"Dining Room", 12"x16", oil on canvas paper, age 5

GREGORY S. WALSH ABSTRACT EXPRESSIONIST
Walsh founded the Mindbender Gallery in 2020 as a platform for promoting and selling his fine art. The physical gallery fell victim to two years of the Pandemic and was forced to close its doors at the end of 2021.
Walsh began his pursuit of art at the age of five, with his first oil painting, a still life set in the dining room of his family's home in Eugene, Oregon. Under the guidance of his mother, a Fine Arts and Interior Design Major at the University of Washington, Walsh was taught the basics of color and design at an early age.

Photo: Ivan Colin


EARLY
INSPIRATION
One of the benefits of an artist mother was that she exposed him to fine art exhibits and especially to touring abstract expressionist paintings from the New York School that were shown at the University of Oregon art museum. Those early impressions of works by Pollock, de Kooning, Kline, Rauschenberg, Rothko, Motherwell, and the Northwest masters, Guy Anderson, Kenneth Callahan, Morris Graves and Mark Tobey, were fused in Walsh's young brain and artistic sensibility.


University of Oregon Museum, Eugene, Oregon



Cornish College of Arts, Seattle (photo: Joe Mabel)

RETURN
TO PAINT
In many ways, his work is a reflection of the painters he admired from his youth. Walsh attended The Cornish College of Arts in the early 1970s, but later pursued education and a career as a filmmaker. At age 62 he returned to painting on a part-time/full time basis. The works on this website date from 2015 through the present. He has exhibited his work in solo shows or group shows in galleries throughout the Northwest since January 2016.

ARTIST STATEMENT
When I approach
a fresh swath of canvas,
I empty my mind
and allow an image to appear in my imagination.
It is a bit like the moment of deciding to leap out of an airplane at 10,000 feet.
You feel the harsh bite of rushing frigid air,
the vertigo of nothing between you
and a patchwork of earth far below.
You leap then realize you have no parachute.
That is what it is like for me to paint my abstract paintings.
Sheer guts to put marks to the surface
not knowing if the ultimate result will be a work of art,
or a messy splatter.
But it is that thrill of not knowing,
but trusting that imagination
will ultimately deliver me safely to the ground
that drives my passion for abstract expressionism.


Description of the task
Only the lines from the one containing "Detect the region" through the end of the entries are to be copied, exactly and without pictures, please.
**** Input data
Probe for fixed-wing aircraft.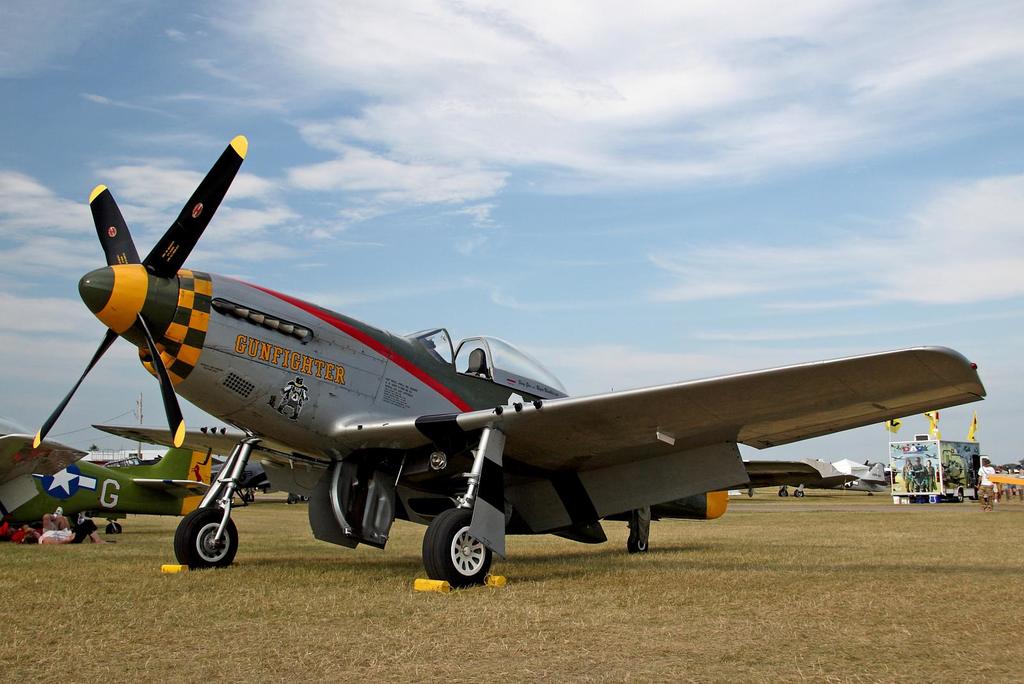
Probe result: left=0, top=423, right=219, bottom=536.
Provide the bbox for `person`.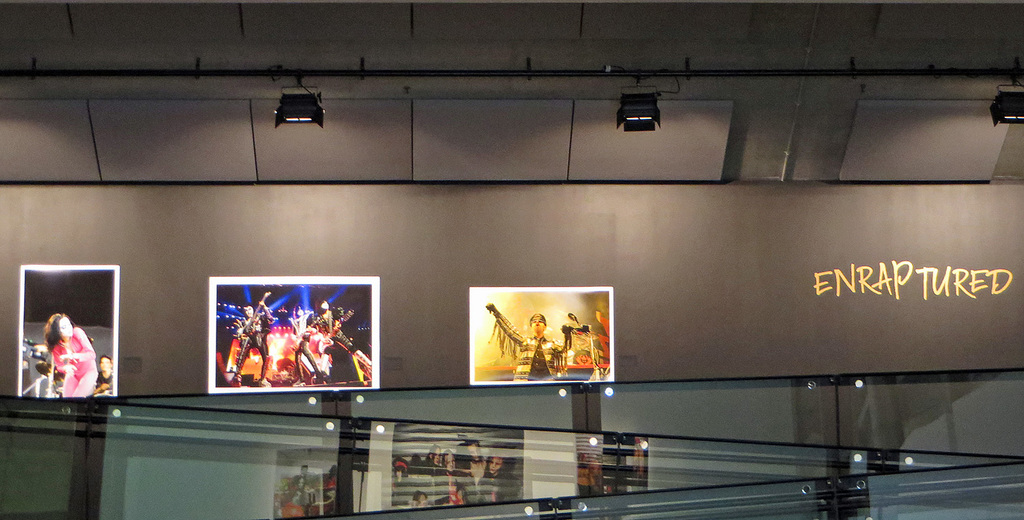
region(223, 300, 273, 392).
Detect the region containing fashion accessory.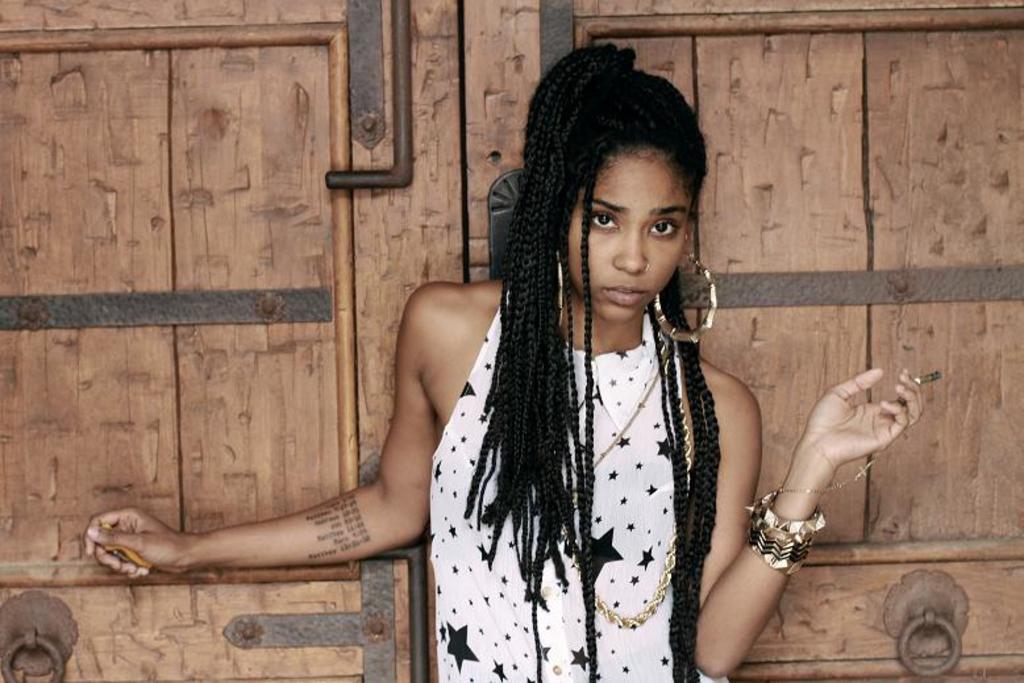
[555, 322, 698, 626].
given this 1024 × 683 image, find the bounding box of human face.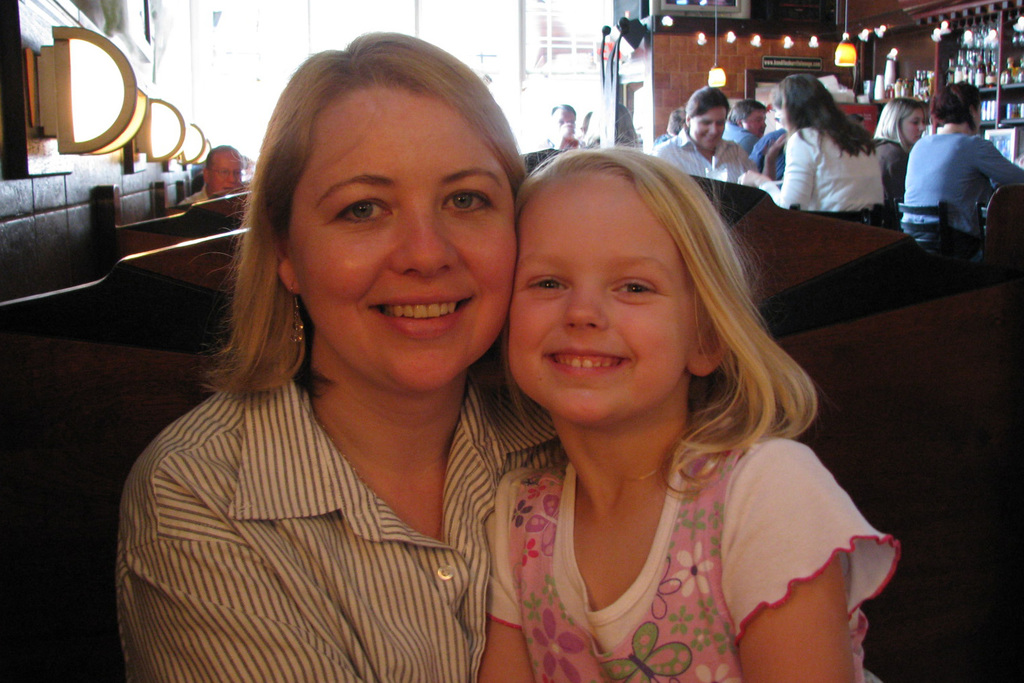
689,108,721,151.
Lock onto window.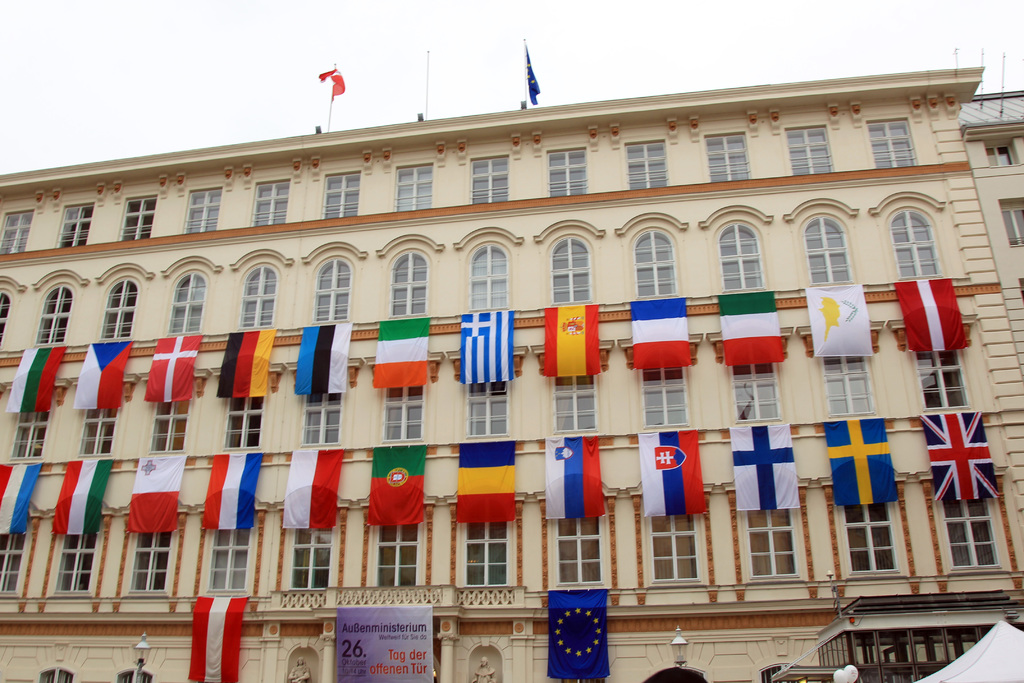
Locked: [788, 120, 826, 177].
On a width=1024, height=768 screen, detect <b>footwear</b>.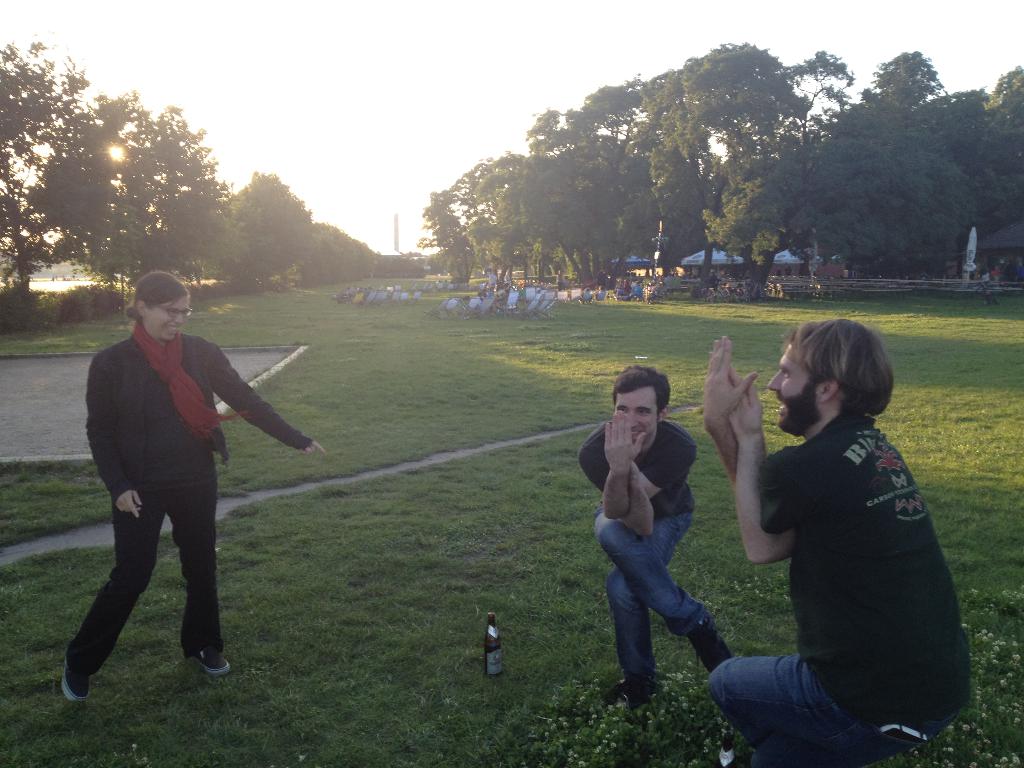
<box>188,645,231,677</box>.
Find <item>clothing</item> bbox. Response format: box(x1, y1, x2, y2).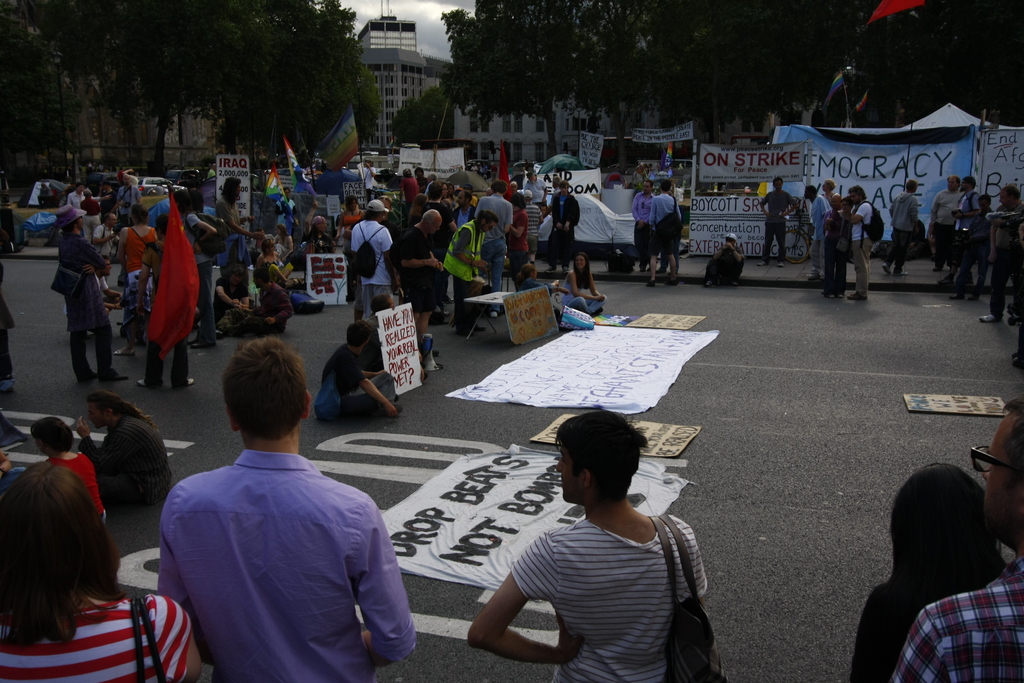
box(516, 275, 553, 295).
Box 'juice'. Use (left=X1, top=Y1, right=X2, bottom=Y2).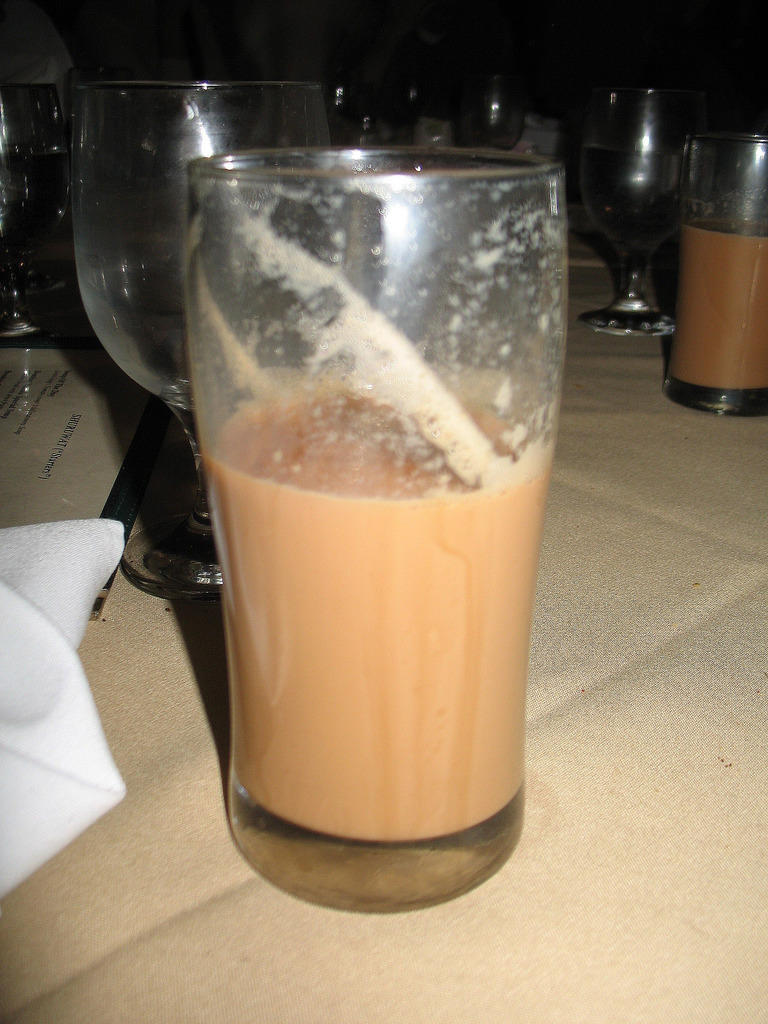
********
Reply to the task
Detect the region containing fashion accessory.
[555, 322, 698, 626].
given this 1024 × 683 image, find the bounding box of human face.
689,108,721,151.
Lock onto window.
Locked: [788, 120, 826, 177].
On a width=1024, height=768 screen, detect <b>footwear</b>.
<box>188,645,231,677</box>.
Find <item>clothing</item> bbox. Response format: box(x1, y1, x2, y2).
box(516, 275, 553, 295).
Box 'juice'. Use (left=X1, top=Y1, right=X2, bottom=Y2).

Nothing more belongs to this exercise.